[haiku-development] Re: FatELF Implementation

  • From: Landon J Fuller <landonf@xxxxxxxxxxxxxx>
  • To: haiku-development@xxxxxxxxxxxxx
  • Date: Wed, 28 Nov 2012 11:41:32 -0500

On Nov 28, 2012, at 8:06 AM, Ingo Weinhold <ingo_weinhold@xxxxxx> wrote:

> On 11/27/2012 01:20 AM, Landon J Fuller wrote:
>> I set aside my Thanksgiving vacation to work on FatELF (fitting for the 
>> season?), and I have haiku_loader, kernel, and runtime_loader changes ready 
>> for review. This was a great introduction to the Haiku code base, and I hope 
>> my code will measure up to the existing level of quality. While I made every 
>> effort to conform to style standards, while also remaining consistent with 
>> surrounding style, I'm sure I might have missed something. If so, I 
>> apologize, and I'll be happy to clean it up.
>> 
>> With these changes, one can load/execute multi-architecture kernels, 
>> kernel-addons, and userspace executables and libraries. For example:
>>      ~> ~/fatelf-haiku/fatelf-glue hello hello-i386 hello-x86-64
>>         ~> ./hello
>>      Hello, World!\n
> 
> Nice!
> 
>> This only encompasses the OS work necessary to execute fat binaries. I plan 
>> to tackle next:
>>      - Developer tools, including gcc and gdb. My goal is that one can run 
>> simply run:
>>              gcc -arch x86 -arch x86_64 -arch x86-gcc2 hello.c -o hello
>>      - A combined x86-64/x86/(x86-gcc2) distribution.
>> 
>> The latter goal is a large one, and will also involve implementing 32-bit 
>> syscall compatibility in the x86-64 port, unless someone else beats me to it.
> 
> There's a bit more to it than just syscall compatibility. You'll also need to 
> be able to load a 32 bit runtime loader, support 32 bit thread entries and 
> signal handling and generally a 32 bit userland. I haven't looked into what 
> exactly the latter entails, but I think you'll have to additionally do 32 bit 
> paging for 32 bit teams, which might require a bit of VM hacking.

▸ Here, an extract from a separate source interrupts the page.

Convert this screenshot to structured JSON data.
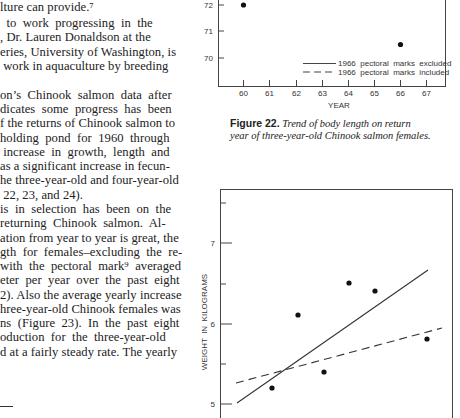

Thanks. I looked into the runtime loader in the context of FatELF; with the 
FatELF patches, the kernel is sniffing out the best available architecture in 
the target binary, and then loading  the 'best' abi-compatible runtime loader 
binary it can find (eg, it in theory could use am armv7 runtime_loader with an 
armv6-hf binary). A similar approach could be used without FatELF, of course.

For the remainder, I'll have to dig in more once I'm a bit farther along with 
the tooling, but these initial pointers are a big help.